Ramayana creates HISTORY at San Diego Comic-Con: 'International superstars' Ranbir Kapoor and Yash to unveil trailer with live performances and exclusive surprises in MASSIVE 4,800-seater Ballroom 20

A few days remain before the release of the Ramayana trailer, and excitement is tremendous. Yesterday, we reported that a 4-minute-15-second-long trailer of Ramayana was cleared by the Central Board of Film Certification (CBFC) on July 15 with a 'U' certificate. Now, we bring to you some exciting details of the trailer launch event that would take place at San Diego Comic-Con. San Diego Comic-Con is the world’s largest annual pop culture and comic book convention. On July 23, the trailer of Ramayana will be screened at the prestigious event in the presence of the film’s team. The panel will be held from 3:15 pm to 4:15 pm PDT (Pacific Daylight Time), which translates to 3:45 am to 4:45 am IST (Indian Standard Time) on Friday, July 24. According to the official website of San Diego Comic-Con, producer Namit Malhotra and director Nitesh Tiwari will be joined by 'international superstars Ranbir Kapoor (Rama) and Yash (Ravana)'. The website further states that 'The pan...

The Job of Songs review – folk melodies and melancholia in rural Ireland

Lila Schmitz’s documentary offers a candid look at Irish music and community struggles in a small Irish village known for its bar-room sessions

That The Banshees of Inisherin may apparently be a documentary is the main takeaway of this swift but wide- and deep-ranging investigation into the musical community of Doolin, County Clare. It’s a truism to point out the absorption with the landscape in Irish folk music, and a certain attendant melancholia. But it’s hard not to go back to such ideas when one interviewee says of nearby tourist attraction the Cliffs of Moher: “Who wants to look over a big cliff? Unless you’re thinking of jumping?”

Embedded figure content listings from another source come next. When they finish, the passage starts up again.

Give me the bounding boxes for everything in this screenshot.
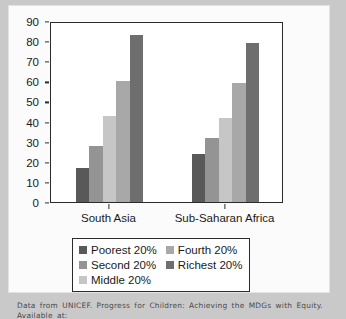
- x-tick-mark: [224, 204, 225, 209]
- bar-groups: [51, 23, 282, 202]
- legend-label: Fourth 20%: [178, 243, 237, 257]
- bar-gap: [145, 201, 190, 202]
- y-tick-label: 40: [26, 117, 39, 128]
- y-tick-label: 0: [33, 198, 39, 209]
- y-tick-mark: [45, 182, 49, 183]
- figure-container: 0102030405060708090 South AsiaSub-Sahara…: [0, 0, 346, 319]
- bar: [246, 43, 260, 202]
- y-tick-mark: [45, 142, 49, 143]
- legend-swatch: [79, 261, 87, 269]
- y-tick-mark: [45, 62, 49, 63]
- legend-item: Richest 20%: [166, 258, 243, 272]
- y-tick-mark: [45, 202, 49, 203]
- y-tick-mark: [45, 82, 49, 83]
- bar: [116, 81, 130, 202]
- legend-swatch: [166, 246, 174, 254]
- legend-item: Middle 20%: [79, 273, 157, 287]
- y-tick-label: 90: [26, 17, 39, 28]
- bar-group: [74, 23, 145, 202]
- x-axis: South AsiaSub-Saharan Africa: [50, 204, 283, 230]
- bar: [89, 146, 103, 202]
- bar: [205, 138, 219, 202]
- y-tick-label: 20: [26, 157, 39, 168]
- source-caption: Data from UNICEF. Progress for Children:…: [17, 301, 329, 319]
- legend-label: Second 20%: [91, 258, 156, 272]
- x-tick-mark: [108, 204, 109, 209]
- legend-item: Fourth 20%: [166, 243, 243, 257]
- x-tick-label: South Asia: [81, 212, 136, 224]
- y-tick-mark: [45, 122, 49, 123]
- bar-group: [190, 23, 261, 202]
- bar: [76, 168, 90, 202]
- legend-label: Poorest 20%: [91, 243, 157, 257]
- plot-area: [50, 22, 283, 203]
- y-tick-label: 30: [26, 137, 39, 148]
- y-tick-label: 10: [26, 177, 39, 188]
- bar-gap: [51, 201, 74, 202]
- legend-swatch: [166, 261, 174, 269]
- y-tick-label: 80: [26, 37, 39, 48]
- chart-legend: Poorest 20%Fourth 20%Second 20%Richest 2…: [72, 238, 250, 292]
- y-tick-label: 50: [26, 97, 39, 108]
- bar: [232, 83, 246, 202]
- bar: [103, 116, 117, 202]
- y-tick-label: 70: [26, 57, 39, 68]
- y-axis: 0102030405060708090: [9, 16, 47, 209]
- y-tick-mark: [45, 42, 49, 43]
- bar: [192, 154, 206, 202]
- legend-label: Richest 20%: [178, 258, 243, 272]
- legend-swatch: [79, 276, 87, 284]
- y-tick-mark: [45, 21, 49, 22]
- legend-item: Poorest 20%: [79, 243, 157, 257]
- x-tick-label: Sub-Saharan Africa: [175, 212, 275, 224]
- chart-panel: 0102030405060708090 South AsiaSub-Sahara…: [8, 5, 330, 293]
- legend-label: Middle 20%: [91, 273, 151, 287]
- legend-swatch: [79, 246, 87, 254]
- bar: [130, 35, 144, 202]
- caption-band: Data from UNICEF. Progress for Children:…: [0, 296, 346, 319]
- legend-item: Second 20%: [79, 258, 157, 272]
- y-tick-label: 60: [26, 77, 39, 88]
- y-tick-mark: [45, 162, 49, 163]
- legend-grid: Poorest 20%Fourth 20%Second 20%Richest 2…: [79, 243, 242, 287]
- y-tick-mark: [45, 102, 49, 103]
- bar: [219, 118, 233, 202]
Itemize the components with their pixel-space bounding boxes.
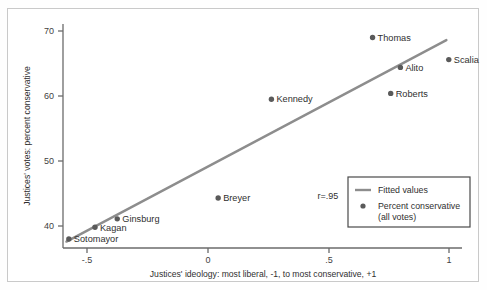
point-marker	[215, 195, 220, 200]
legend-label-percent-conservative: Percent conservative	[378, 201, 460, 211]
point-marker	[370, 35, 375, 40]
data-point-sotomayor[interactable]: Sotomayor	[66, 234, 118, 244]
y-axis-title: Justices' votes: percent conservative	[22, 66, 32, 206]
y-axis-ticks: 70 60 50 40	[44, 26, 63, 231]
data-point-scalia[interactable]: Scalia	[446, 55, 480, 65]
x-axis-ticks: -.5 0 .5 1	[82, 248, 452, 265]
y-tick-label-40: 40	[44, 221, 54, 231]
point-marker	[269, 97, 274, 102]
y-tick-label-70: 70	[44, 26, 54, 36]
data-point-thomas[interactable]: Thomas	[370, 33, 411, 43]
data-point-breyer[interactable]: Breyer	[215, 193, 250, 203]
point-label: Kennedy	[276, 94, 313, 104]
point-label: Alito	[405, 63, 423, 73]
point-marker	[398, 65, 403, 70]
x-tick-label-one: 1	[446, 255, 451, 265]
data-point-kennedy[interactable]: Kennedy	[269, 94, 313, 104]
y-tick-label-60: 60	[44, 91, 54, 101]
point-label: Scalia	[454, 55, 480, 65]
legend-dot-swatch	[360, 203, 365, 208]
scatter-plot: 70 60 50 40 -.5 0 .5 1 Justices' ideolog…	[0, 0, 487, 290]
legend: Fitted values Percent conservative (all …	[348, 177, 470, 227]
point-label: Breyer	[223, 193, 250, 203]
x-tick-label-neg-half: -.5	[82, 255, 93, 265]
point-marker	[92, 225, 97, 230]
legend-label-percent-conservative-sub: (all votes)	[378, 212, 416, 222]
figure-root: 70 60 50 40 -.5 0 .5 1 Justices' ideolog…	[0, 0, 487, 290]
correlation-annotation: r=.95	[318, 191, 339, 201]
point-label: Ginsburg	[122, 214, 159, 224]
y-tick-label-50: 50	[44, 156, 54, 166]
point-label: Roberts	[396, 89, 429, 99]
x-tick-label-zero: 0	[205, 255, 210, 265]
point-label: Sotomayor	[74, 234, 118, 244]
x-axis-title: Justices' ideology: most liberal, -1, to…	[150, 269, 377, 279]
point-marker	[388, 91, 393, 96]
legend-label-fitted: Fitted values	[378, 185, 428, 195]
point-marker	[66, 236, 71, 241]
data-point-ginsburg[interactable]: Ginsburg	[115, 214, 160, 224]
data-point-roberts[interactable]: Roberts	[388, 89, 428, 99]
point-label: Thomas	[378, 33, 412, 43]
x-tick-label-half: .5	[325, 255, 333, 265]
point-marker	[115, 216, 120, 221]
point-marker	[446, 57, 451, 62]
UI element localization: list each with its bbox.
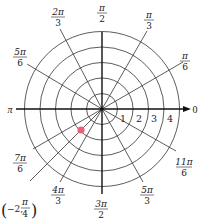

Once a remote scrum of thatched cottages, Doolin is now on the tourist trail thanks to its uninterrupted tradition of bar-room sessions – in which all-comers are welcome to pitch in with whatever musical talent they have. The place seems to lie on a nexus of ley lines in time and space through which song and community irrepressibly well up. Christy Barry, who runs a music centre, reveals how his mother, unpaid, taught the entire village flute and fiddle. Stretching back further than the Irish famine and the subsequent waves of emigration, this melodic heritage draws on what one musician here believes amounts to a millennium of orally transmitted music.